| Included in the Margaret Mead Film & Video Festival is "Why Pay Two Rents?" a documentary about longtime partners Stan Selub and Paul Miller, which shows as part of the first program March 17 at 7:30 p.m. in Willard Straight Theatre. |
This past November, the Margaret Mead Film & Video Festival celebrated its 25th anniversary, and Cornell Cinema presents four nights from the anniversary lineup on four consecutive nights, Sunday, March 17, through Wednesday, March 20, during spring break. Each program will be shown at 7:30 p.m. in Willard Straight Theatre. The series is co-sponsored with the GreenStar Cooperative Market, and members who show their GreenStar membership card at the box office can get in for the student price of $4. General admission is $5 (students and seniors $4). For details about each program, visit http://cinema.cornell.edu.
The festival is named in honor of anthropologist Margaret Mead, who worked in the American Museum of Natural History's anthropology department from 1926 until her death in 1978 and was a pioneer in the field of cultural anthropology. She also was one of the first to recognize the significance of using film in fieldwork and produced the now classic titles "Trance and Dance in Bali," "Learning to Dance in Bali" and "Karba's First Years," while working among the Balinese from 1936 to 1938. The festival -- which is the only anthropological film festival in the United States -- maintains a commitment to presenting works on cross-cultural issues and has been devoted to realizing Mead's goal of informing "general audiences" about similarities and differences in cultural practices.
In honor of the 25th anniversary, the first program includes famed ethnographic filmmaker Jean Rouch's 1977 portrait of Mead, made shortly before her death. The second program, "Women and Healthcare," includes a new film on midwives in India and a 1986 film by British anthropologist and filmmaker Melissa Llewelyn-Davies that captures a busy hospital ward in East London through the poignant and candid stories of its nurses. The third program, "Power to the People," includes the Yugoslavian documentary "The Making of a Revolution," and it will have you on the edge of your seat as you watch a youth opposition group help bring down Slobodan Milosevic's government. The final program, "Spotlight: Indonesia," features two pieces from the Jakarta International Film Festival that explore the culture of political conflict in Aceh, an embattled region in northern Sumatra.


**EXERCISE DESCRIPTION:** Your answer is one number: the count of lines below that hold the word "Image".

**THE DATA:**
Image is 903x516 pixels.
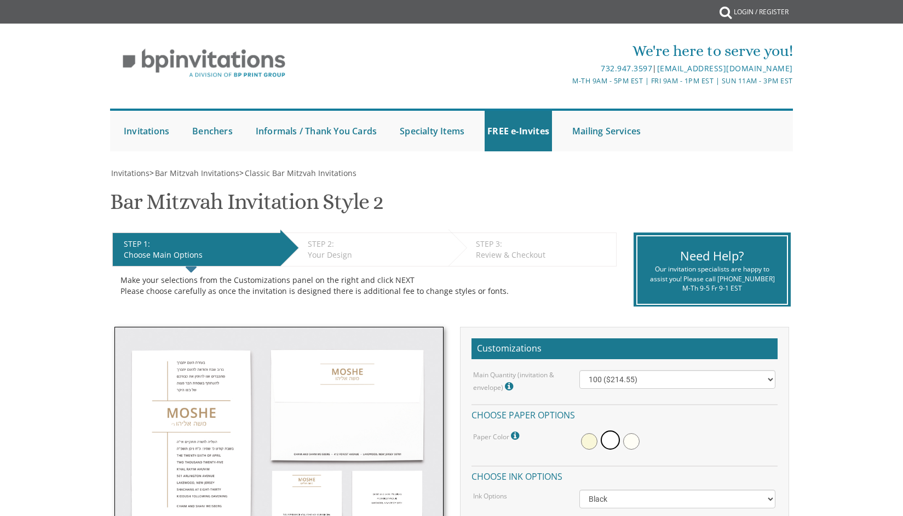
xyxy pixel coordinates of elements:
[339,40,793,62] div: We're here to serve you!
[245,168,357,178] span: Classic Bar Mitzvah Invitations
[485,111,552,151] a: FREE e-Invites
[154,168,239,178] a: Bar Mitzvah Invitations
[646,264,779,292] div: Our invitation specialists are happy to assist you! Please call [PHONE_NUMBER] M-Th 9-5 Fr 9-1 EST
[476,249,611,260] div: Review & Checkout
[472,465,778,484] h4: Choose ink options
[473,370,563,393] label: Main Quantity (invitation & envelope)
[657,63,793,73] a: [EMAIL_ADDRESS][DOMAIN_NAME]
[473,428,522,443] label: Paper Color
[253,111,380,151] a: Informals / Thank You Cards
[244,168,357,178] a: Classic Bar Mitzvah Invitations
[601,63,652,73] a: 732.947.3597
[121,111,172,151] a: Invitations
[472,404,778,423] h4: Choose paper options
[339,75,793,87] div: M-Th 9am - 5pm EST | Fri 9am - 1pm EST | Sun 11am - 3pm EST
[308,249,443,260] div: Your Design
[110,190,383,222] h1: Bar Mitzvah Invitation Style 2
[646,247,779,264] div: Need Help?
[476,238,611,249] div: STEP 3:
[308,238,443,249] div: STEP 2:
[150,168,239,178] span: >
[110,41,298,86] img: BP Invitation Loft
[239,168,357,178] span: >
[124,249,275,260] div: Choose Main Options
[121,274,609,296] div: Make your selections from the Customizations panel on the right and click NEXT Please choose care...
[110,168,150,178] a: Invitations
[473,491,507,500] label: Ink Options
[570,111,644,151] a: Mailing Services
[124,238,275,249] div: STEP 1:
[472,338,778,359] h2: Customizations
[155,168,239,178] span: Bar Mitzvah Invitations
[111,168,150,178] span: Invitations
[190,111,236,151] a: Benchers
[397,111,467,151] a: Specialty Items
[339,62,793,75] div: |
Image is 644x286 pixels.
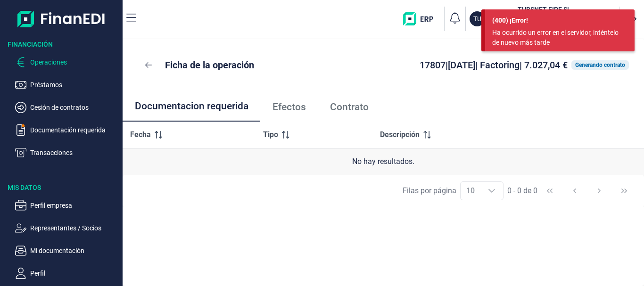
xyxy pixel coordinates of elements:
[30,79,119,91] p: Préstamos
[30,222,119,234] p: Representantes / Socios
[135,101,248,111] span: Documentacion requerida
[30,147,119,158] p: Transacciones
[130,129,151,141] span: Fecha
[15,268,119,279] button: Perfil
[15,245,119,256] button: Mi documentación
[15,102,119,113] button: Cesión de contratos
[492,28,620,48] div: Ha ocurrido un error en el servidor, inténtelo de nuevo más tarde
[538,179,561,202] button: First Page
[470,5,615,33] button: TUTUBSNET FIRE SL[PERSON_NAME] [PERSON_NAME] Campins(B67089441)
[272,102,306,112] span: Efectos
[474,14,481,24] p: TU
[263,129,278,141] span: Tipo
[260,91,318,122] a: Efectos
[15,147,119,158] button: Transacciones
[488,5,600,14] h3: TUBSNET FIRE SL
[17,8,106,30] img: Logo de aplicación
[30,102,119,113] p: Cesión de contratos
[563,179,586,202] button: Previous Page
[30,245,119,256] p: Mi documentación
[15,79,119,91] button: Préstamos
[30,57,119,68] p: Operaciones
[130,156,636,167] div: No hay resultados.
[380,129,420,141] span: Descripción
[15,222,119,234] button: Representantes / Socios
[30,200,119,211] p: Perfil empresa
[507,187,537,194] span: 0 - 0 de 0
[318,91,380,122] a: Contrato
[165,59,254,72] p: Ficha de la operación
[122,91,260,122] a: Documentacion requerida
[613,179,635,202] button: Last Page
[15,124,119,136] button: Documentación requerida
[588,179,610,202] button: Next Page
[330,102,369,112] span: Contrato
[402,185,456,196] div: Filas por página
[15,200,119,211] button: Perfil empresa
[492,15,628,25] div: (400) ¡Error!
[420,60,568,71] span: 17807 | [DATE] | Factoring | 7.027,04 €
[480,182,503,200] div: Choose
[575,62,625,68] div: Generando contrato
[30,268,119,279] p: Perfil
[30,124,119,136] p: Documentación requerida
[403,12,440,25] img: erp
[15,57,119,68] button: Operaciones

**SOLUTION:** 2